One of the greatest skills you can develop as a trader is the ability to create your own strategies.
Even if it's based on others' ideas.
If you can develop a strategy, you learn how to find your own answers, and you'll never be dependent on anyone for trading info.
Thread👇
When I started out #daytrading in 2005, I knew nothing about trading. I was fresh out of university.
I applied to a proprietary day trading firm (they give me money and take part of my profits)...and they ONLY wanted people who knew nothing/little about trading.
Why?...
No preconceived ideas.
The firm basically told me: "Look at this chart and figure out how to make money."
It was the most powerful trading instruction I ever received.
The subtext was: "Become self-reliant because we can't trade for you".
Beautiful, and True. I said "Ok"...
They then said..."Since you're starting out, you can only lose $10 a day."
If I was profitable most days, I got more capital, could take bigger positions, could make more $, and thus could lose more.
But only if I was profitable. If I started losing, how much I could lose...
in a day dropped.
Basically: super tight risk leash, and find a way to make $.
That was it. It may sound impossible, but just working with a chart (for weeks or months) and trying to figure out how to make money is the greatest skill you can develop....
It means you NEVER need to be dependent on anyone for trading information ever again. You know how to look at a chart and develop a strategy. If you can control your risk, you have a viable way to make money.
If conditions change, you have the skill to adapt...
If the strategy stops working, you create another one.
An added benefit of developing your own strategy is there are fewer psychological issues.
I am trading with only my own voice in my head.
If you just keep consuming new material, instead of creating, you end up with...
lots of voices in your head.
You have their voices plus your own voice, all saying what to do. You feel conflicted about which trades to take, when to get out, whether a trade is valid or not.
When it's just your own voice it is pretty much...
‘yes’ or ‘no’, ‘get in’, ‘get out’. A lot less chatter.
I still trade that way, 18 years later. I come up with an idea for a strategy and I MAKE IT profitable.
I look at winning and losing trades based on the idea and see if I can find conditions where losers tend to occur...
too often. I write it down and avoid those situations.
I look at reward/risk and win rate for whatever pattern or strategy I'm trying to trade. I look at ways to maybe squeeze a little more profit out of trades. ..
It may be incremental. A 2.1:1 reward risk may be feasible instead of 2:1.
I like to be out of day trades pretty quickly. I don’t like holding through pullbacks if I can help it. Pullbacks can easily turn into reversals and that scares ME...
Someone else may want to hold for bigger profits, and that means holding through pullbacks.
Someone may be ok with a big reward/risk but losing more often, whereas others want a high win rate and are ok with a low reward/risk...
I decide how I want to trade the strategy idea and then I find a way to make it profitable.
I align it with my goals and personality. That way I'm more likely to follow it and trust it...
I write down the results on a piece of paper. I look at how prior trades worked out, based on the rules I have currently developed. If it is profitable, great. How can I make it more profitable?
If the result wasn’t profitable…how do I make it better?...
Find an earlier entry (if getting in too late) or a later entry (if getting stopped before the big move), see if the SL can be decreased, or needs to be increased, see if the target is too far or too close based taken trades.
Make changes to make it profitable...
Understand that how I or someone else trades is based on their personality, their preferences, which may be different than yours.
“Cory is a chicken💩and doesn’t like holding through pullbacks…but I (you) prefer trading less and taking only one or two big trades a day”...
Look at your charts and trades and look for conditions where the strategy is present AND the price tends to run a long way after.
What conditions are present on those trades (often false breakouts in my experience)? Those are the trades to focus on…
not all the tiny trades Cory is taking.
If you like my tiny trades, trade them. If you don't, you can use the same strategy idea and just have bigger targets.
Filter out the tiny trades accordingly.
Trade for YOU. Create or modify the strategy for YOU. Make it profitable...
I don’t search for great strategies, I make them.
Pretty much every successful trader you read about did the same thing. They saw something, had an idea, and then they worked at it to make it profitable.
The idea may have been their own, or someone else's. Doesn't matter...
Taking my day trading courses, you're getting the end result of decades of work.
But you miss out on the skill of developing your own method. So, create that skill!
Use the information above to make a strategy YOUR OWN, personalized for your preferences...
You can build a strategy from scratch, or use someone else’s idea and go through the process above...
Tweak the idea to align with how you want to trade.
That's how YOU control your trading destiny, so you're not reliant on someone else....
If you trade all day, likely 80% of the profits will come from 20% of that time spent.
Trade for 1 hour instead of 5 or 6.
Make 80% of what you were making but save 80% of your time.
I found this when I started #daytrading in 2005. I traded all day, but nearly all my profit came in the 1st hour. I tended to lose a bit around lunch and then made a bit into the close.
Much more efficient to only trade when the most $$ is coming in. Keep it to 2hrs or less.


* HOW TO COMPLETE THIS TASK
The records sit below. Return every line in them that holds the word "Carteira".

Web page and app entries
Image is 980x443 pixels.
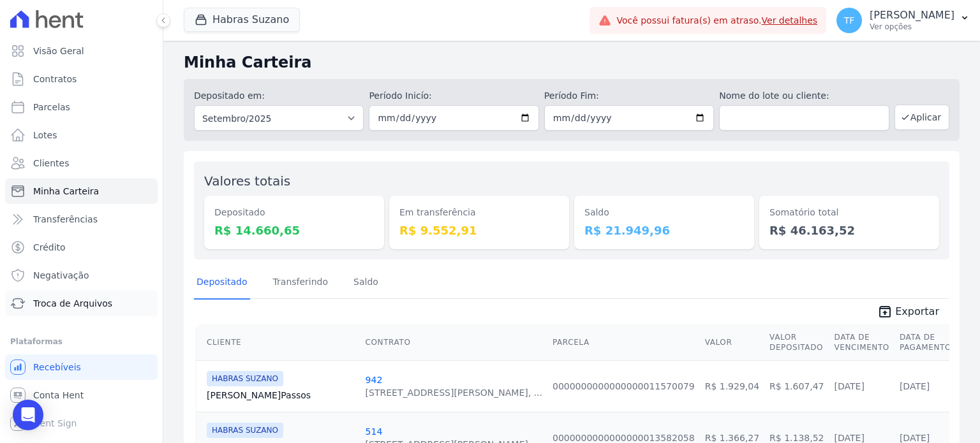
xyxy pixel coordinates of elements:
[895,304,939,320] span: Exportar
[351,267,381,300] a: Saldo
[700,360,764,412] td: R$ 1.929,04
[194,267,250,300] a: Depositado
[33,157,69,169] span: Clientes
[870,9,955,21] p: [PERSON_NAME]
[584,222,744,239] dd: R$ 21.949,96
[770,222,929,239] dd: R$ 46.163,52
[764,324,829,361] th: Valor Depositado
[5,151,158,176] a: Clientes
[270,267,331,300] a: Transferindo
[33,45,84,57] span: Visão Geral
[867,304,949,322] a: unarchive Exportar
[5,207,158,232] a: Transferências
[5,291,158,316] a: Troca de Arquivos
[184,51,959,74] h2: Minha Carteira
[204,173,290,189] label: Valores totais
[33,361,81,374] span: Recebíveis
[214,206,374,219] dt: Depositado
[33,241,65,254] span: Crédito
[33,213,97,226] span: Transferências
[719,89,889,103] label: Nome do lote ou cliente:
[5,354,158,380] a: Recebíveis
[834,382,865,392] a: [DATE]
[366,426,383,437] a: 514
[5,38,158,64] a: Visão Geral
[770,206,929,219] dt: Somatório total
[33,73,77,85] span: Contratos
[544,89,714,103] label: Período Fim:
[829,324,895,361] th: Data de Vencimento
[5,179,158,204] a: Minha Carteira
[5,382,158,408] a: Conta Hent
[584,206,744,219] dt: Saldo
[900,382,930,392] a: [DATE]
[399,222,559,239] dd: R$ 9.552,91
[196,324,360,361] th: Cliente
[366,375,383,385] a: 942
[33,297,112,310] span: Troca de Arquivos
[900,433,930,443] a: [DATE]
[5,263,158,288] a: Negativação
[33,269,89,282] span: Negativação
[207,389,355,402] a: [PERSON_NAME]Passos
[553,433,695,443] a: 0000000000000000013582058
[5,235,158,260] a: Crédito
[547,324,700,361] th: Parcela
[369,89,539,103] label: Período Inicío:
[33,185,99,197] span: Minha Carteira
[870,21,955,32] p: Ver opções
[207,423,283,438] span: HABRAS SUZANO
[616,14,817,27] span: Você possui fatura(s) em atraso.
[207,371,283,386] span: HABRAS SUZANO
[214,222,374,239] dd: R$ 14.660,65
[877,304,893,320] i: unarchive
[184,7,300,32] button: Habras Suzano
[33,101,70,113] span: Parcelas
[762,15,818,25] a: Ver detalhes
[764,360,829,412] td: R$ 1.607,47
[834,433,865,443] a: [DATE]
[33,389,83,402] span: Conta Hent
[553,382,695,392] a: 0000000000000000011570079
[5,123,158,148] a: Lotes
[33,129,57,141] span: Lotes
[13,400,43,430] div: Open Intercom Messenger
[360,324,547,361] th: Contrato
[844,16,855,25] span: TF
[895,324,957,361] th: Data de Pagamento
[826,3,980,38] button: TF [PERSON_NAME] Ver opções
[399,206,559,219] dt: Em transferência
[366,386,542,399] div: [STREET_ADDRESS][PERSON_NAME], ...
[5,94,158,120] a: Parcelas
[10,334,152,350] div: Plataformas
[700,324,764,361] th: Valor
[5,66,158,92] a: Contratos
[895,105,949,130] button: Aplicar
[194,91,265,101] label: Depositado em:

* YOUR RESPONSE
[184,51,959,74] h2: Minha Carteira
[5,179,158,204] a: Minha Carteira
[33,185,99,197] span: Minha Carteira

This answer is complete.